Sudan

Bombing Forces MSF Suspension in Sudan

Friday, January 23, 2015
International humanitarian group Médecins Sans Frontières has currently suspended its medical activities in the Nuba Mountains in Sudan after a hospital it runs was bombed this week. An MSF staff member and a patient suffered injuries from the attack on the hospital in Frandala village in South Kordofan, where government troops and rebel forces are fighting. MSF Head of Mission Marc Van der Mullen believes the hospital was deliberately targeted by the Sudanese Air Force to “terrorize the community.” The government, he argued, is fully aware of the hospital’s location and activities.

New Report Documents Sudanese Government's Attacks on Civilians; Access to Health Care Prevented

Tuesday, December 18, 2012
“The situation [in our village] was very bad,” said Saudia Idris, a refugee from Blue Nile State. “There was no relief. The planes were constantly bombing us and the militia were attacking us. It was no way to live,” she told Human Rights Watch. “Disease began to spread, but we couldn’t get any medication because the militia were always attacking.” The Sudanese government’s indiscriminate aerial bombardment and shelling in Blue Nile and Southern Kordofan states has killed and injured scores of civilians since the conflict began more than a year ago, Human Rights Watch said in a report, Under Siege.

Conflict in Nuba mountains may lead to devastating epidemics, say doctors

Monday, May 21, 2012
UN aid agencies are under attack from doctors working with refugees who have been displaced by fighting in Sudan, with claims that they are not doing enough to get medical supplies through to children in desperate need. Common vaccines against childhood diseases are part of Unicef's programme to protect the most vulnerable, but supplies dried up nearly a year ago in areas of conflict around the Nuba mountains, according to research by the London-based Bureau of Investigative Journalism.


Directions » Omitting all images, transcribe the entries word for word.

_ _ _ _ _

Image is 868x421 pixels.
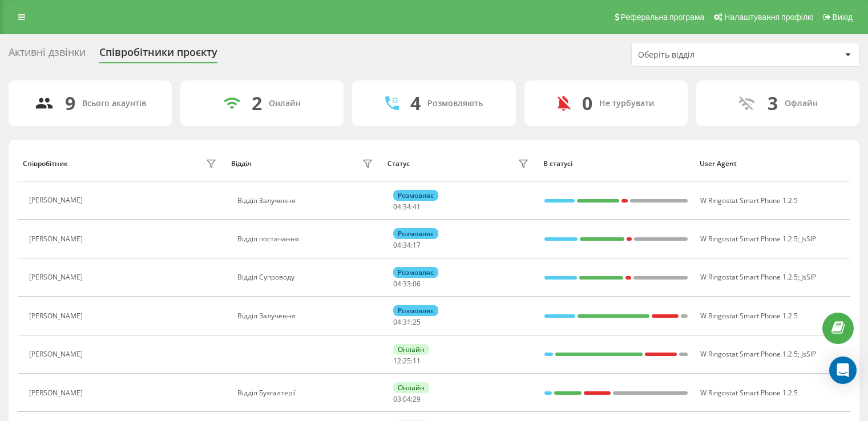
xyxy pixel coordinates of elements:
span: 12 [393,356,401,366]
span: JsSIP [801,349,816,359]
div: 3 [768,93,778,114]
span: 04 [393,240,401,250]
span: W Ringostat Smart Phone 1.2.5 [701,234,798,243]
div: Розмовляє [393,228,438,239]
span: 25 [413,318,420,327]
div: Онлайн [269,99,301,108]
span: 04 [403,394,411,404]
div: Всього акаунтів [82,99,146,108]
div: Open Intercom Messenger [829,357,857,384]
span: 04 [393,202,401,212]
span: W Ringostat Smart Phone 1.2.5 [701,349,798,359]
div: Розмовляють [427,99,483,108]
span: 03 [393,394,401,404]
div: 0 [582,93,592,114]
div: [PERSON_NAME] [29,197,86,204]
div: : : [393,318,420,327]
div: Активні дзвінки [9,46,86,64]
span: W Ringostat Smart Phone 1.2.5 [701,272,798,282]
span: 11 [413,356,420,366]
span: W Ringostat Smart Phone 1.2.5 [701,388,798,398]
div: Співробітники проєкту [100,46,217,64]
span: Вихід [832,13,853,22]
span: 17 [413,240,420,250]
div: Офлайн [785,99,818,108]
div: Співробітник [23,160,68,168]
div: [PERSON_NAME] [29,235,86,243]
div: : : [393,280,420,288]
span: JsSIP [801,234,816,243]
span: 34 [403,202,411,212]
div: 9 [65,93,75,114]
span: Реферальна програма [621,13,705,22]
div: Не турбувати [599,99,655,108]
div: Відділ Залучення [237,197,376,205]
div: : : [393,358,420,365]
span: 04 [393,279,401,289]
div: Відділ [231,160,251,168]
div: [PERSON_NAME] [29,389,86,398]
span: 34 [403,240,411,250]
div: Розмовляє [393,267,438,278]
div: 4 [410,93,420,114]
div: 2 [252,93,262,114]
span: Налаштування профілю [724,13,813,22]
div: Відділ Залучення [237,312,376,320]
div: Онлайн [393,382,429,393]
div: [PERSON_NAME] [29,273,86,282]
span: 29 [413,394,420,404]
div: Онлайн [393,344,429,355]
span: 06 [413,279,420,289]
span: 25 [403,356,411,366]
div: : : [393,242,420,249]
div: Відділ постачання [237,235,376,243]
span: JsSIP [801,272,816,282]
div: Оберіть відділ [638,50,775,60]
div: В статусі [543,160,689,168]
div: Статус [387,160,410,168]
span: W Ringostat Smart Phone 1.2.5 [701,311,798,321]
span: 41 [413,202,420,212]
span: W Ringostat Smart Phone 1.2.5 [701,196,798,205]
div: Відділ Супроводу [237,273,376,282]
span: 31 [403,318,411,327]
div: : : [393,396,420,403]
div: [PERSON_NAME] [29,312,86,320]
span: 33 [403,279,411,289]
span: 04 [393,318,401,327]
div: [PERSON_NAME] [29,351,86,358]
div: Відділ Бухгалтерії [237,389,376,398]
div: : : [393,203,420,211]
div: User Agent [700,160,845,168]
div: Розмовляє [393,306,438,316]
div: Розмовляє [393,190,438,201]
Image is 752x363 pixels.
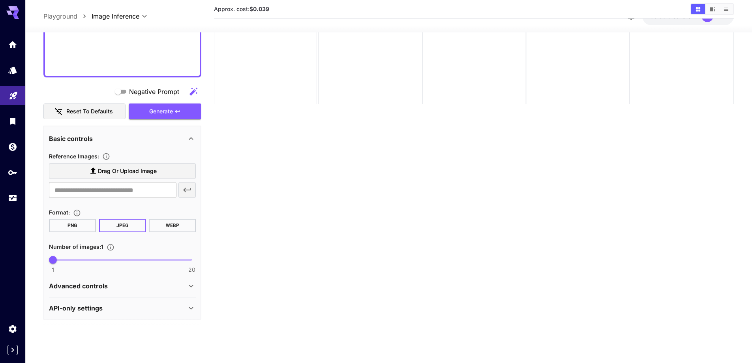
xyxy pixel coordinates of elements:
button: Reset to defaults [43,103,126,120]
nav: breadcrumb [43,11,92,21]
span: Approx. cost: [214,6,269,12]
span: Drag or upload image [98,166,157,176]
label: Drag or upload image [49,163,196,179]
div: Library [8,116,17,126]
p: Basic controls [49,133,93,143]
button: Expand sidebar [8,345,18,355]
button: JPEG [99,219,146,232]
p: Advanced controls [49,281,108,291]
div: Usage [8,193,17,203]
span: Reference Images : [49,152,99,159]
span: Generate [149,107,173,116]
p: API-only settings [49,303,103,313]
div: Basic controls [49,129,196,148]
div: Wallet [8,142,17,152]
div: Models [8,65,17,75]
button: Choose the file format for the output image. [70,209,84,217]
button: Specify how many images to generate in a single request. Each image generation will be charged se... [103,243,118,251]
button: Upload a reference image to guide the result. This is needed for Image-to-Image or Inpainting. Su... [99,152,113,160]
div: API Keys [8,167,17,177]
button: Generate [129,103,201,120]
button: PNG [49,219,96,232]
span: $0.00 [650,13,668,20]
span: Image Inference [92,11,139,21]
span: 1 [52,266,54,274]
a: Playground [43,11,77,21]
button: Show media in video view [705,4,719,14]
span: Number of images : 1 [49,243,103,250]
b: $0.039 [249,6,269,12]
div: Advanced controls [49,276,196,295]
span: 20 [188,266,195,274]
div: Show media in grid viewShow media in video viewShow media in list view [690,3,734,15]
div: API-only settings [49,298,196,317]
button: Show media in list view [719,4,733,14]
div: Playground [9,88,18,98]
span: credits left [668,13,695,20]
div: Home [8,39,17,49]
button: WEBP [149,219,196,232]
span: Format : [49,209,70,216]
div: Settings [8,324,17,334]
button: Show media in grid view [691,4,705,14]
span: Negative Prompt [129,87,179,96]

_ _ _ _ _

Task result »
Image is 868x421 pixels.
xyxy pixel coordinates of elements:
span: 12 [393,356,401,366]
span: JsSIP [801,349,816,359]
div: 3 [768,93,778,114]
span: 04 [393,240,401,250]
span: W Ringostat Smart Phone 1.2.5 [701,234,798,243]
div: Розмовляє [393,228,438,239]
span: 25 [413,318,420,327]
div: Онлайн [269,99,301,108]
span: 04 [403,394,411,404]
div: Всього акаунтів [82,99,146,108]
div: Open Intercom Messenger [829,357,857,384]
span: 04 [393,202,401,212]
span: W Ringostat Smart Phone 1.2.5 [701,349,798,359]
div: Розмовляють [427,99,483,108]
span: 03 [393,394,401,404]
div: 0 [582,93,592,114]
div: [PERSON_NAME] [29,197,86,204]
div: : : [393,318,420,327]
div: Активні дзвінки [9,46,86,64]
span: W Ringostat Smart Phone 1.2.5 [701,272,798,282]
span: 11 [413,356,420,366]
span: W Ringostat Smart Phone 1.2.5 [701,388,798,398]
div: Співробітники проєкту [100,46,217,64]
span: Вихід [832,13,853,22]
span: 17 [413,240,420,250]
div: Офлайн [785,99,818,108]
div: Співробітник [23,160,68,168]
div: [PERSON_NAME] [29,235,86,243]
div: : : [393,280,420,288]
span: JsSIP [801,234,816,243]
span: 34 [403,202,411,212]
div: 9 [65,93,75,114]
span: Реферальна програма [621,13,705,22]
div: Не турбувати [599,99,655,108]
div: Відділ Залучення [237,197,376,205]
div: : : [393,358,420,365]
span: 04 [393,279,401,289]
div: Відділ [231,160,251,168]
div: [PERSON_NAME] [29,389,86,398]
span: 34 [403,240,411,250]
div: Розмовляє [393,267,438,278]
div: 4 [410,93,420,114]
div: 2 [252,93,262,114]
span: Налаштування профілю [724,13,813,22]
div: Відділ Залучення [237,312,376,320]
div: Онлайн [393,382,429,393]
div: [PERSON_NAME] [29,273,86,282]
span: 29 [413,394,420,404]
div: Онлайн [393,344,429,355]
span: 06 [413,279,420,289]
span: 25 [403,356,411,366]
div: : : [393,242,420,249]
div: Відділ постачання [237,235,376,243]
span: JsSIP [801,272,816,282]
div: Оберіть відділ [638,50,775,60]
div: В статусі [543,160,689,168]
div: Статус [387,160,410,168]
span: W Ringostat Smart Phone 1.2.5 [701,311,798,321]
span: 41 [413,202,420,212]
span: W Ringostat Smart Phone 1.2.5 [701,196,798,205]
div: Відділ Супроводу [237,273,376,282]
span: 31 [403,318,411,327]
div: : : [393,396,420,403]
div: [PERSON_NAME] [29,312,86,320]
span: 33 [403,279,411,289]
span: 04 [393,318,401,327]
div: [PERSON_NAME] [29,351,86,358]
div: Відділ Бухгалтерії [237,389,376,398]
div: : : [393,203,420,211]
div: User Agent [700,160,845,168]
div: Розмовляє [393,306,438,316]
div: Розмовляє [393,190,438,201]
Image is 752x363 pixels.
xyxy pixel coordinates of elements:
button: Reset to defaults [43,103,126,120]
nav: breadcrumb [43,11,92,21]
span: Approx. cost: [214,6,269,12]
span: Drag or upload image [98,166,157,176]
label: Drag or upload image [49,163,196,179]
div: Library [8,116,17,126]
p: Basic controls [49,133,93,143]
button: Expand sidebar [8,345,18,355]
button: JPEG [99,219,146,232]
p: Advanced controls [49,281,108,291]
div: Usage [8,193,17,203]
span: Reference Images : [49,152,99,159]
span: Generate [149,107,173,116]
p: API-only settings [49,303,103,313]
div: Basic controls [49,129,196,148]
div: Wallet [8,142,17,152]
div: Models [8,65,17,75]
button: Choose the file format for the output image. [70,209,84,217]
button: Specify how many images to generate in a single request. Each image generation will be charged se... [103,243,118,251]
button: Upload a reference image to guide the result. This is needed for Image-to-Image or Inpainting. Su... [99,152,113,160]
div: API Keys [8,167,17,177]
button: Generate [129,103,201,120]
button: PNG [49,219,96,232]
span: $0.00 [650,13,668,20]
span: Image Inference [92,11,139,21]
span: 1 [52,266,54,274]
a: Playground [43,11,77,21]
button: Show media in video view [705,4,719,14]
span: Number of images : 1 [49,243,103,250]
b: $0.039 [249,6,269,12]
div: Advanced controls [49,276,196,295]
span: 20 [188,266,195,274]
div: Show media in grid viewShow media in video viewShow media in list view [690,3,734,15]
div: API-only settings [49,298,196,317]
button: Show media in list view [719,4,733,14]
div: Playground [9,88,18,98]
span: credits left [668,13,695,20]
div: Home [8,39,17,49]
button: WEBP [149,219,196,232]
span: Format : [49,209,70,216]
div: Settings [8,324,17,334]
button: Show media in grid view [691,4,705,14]
span: Negative Prompt [129,87,179,96]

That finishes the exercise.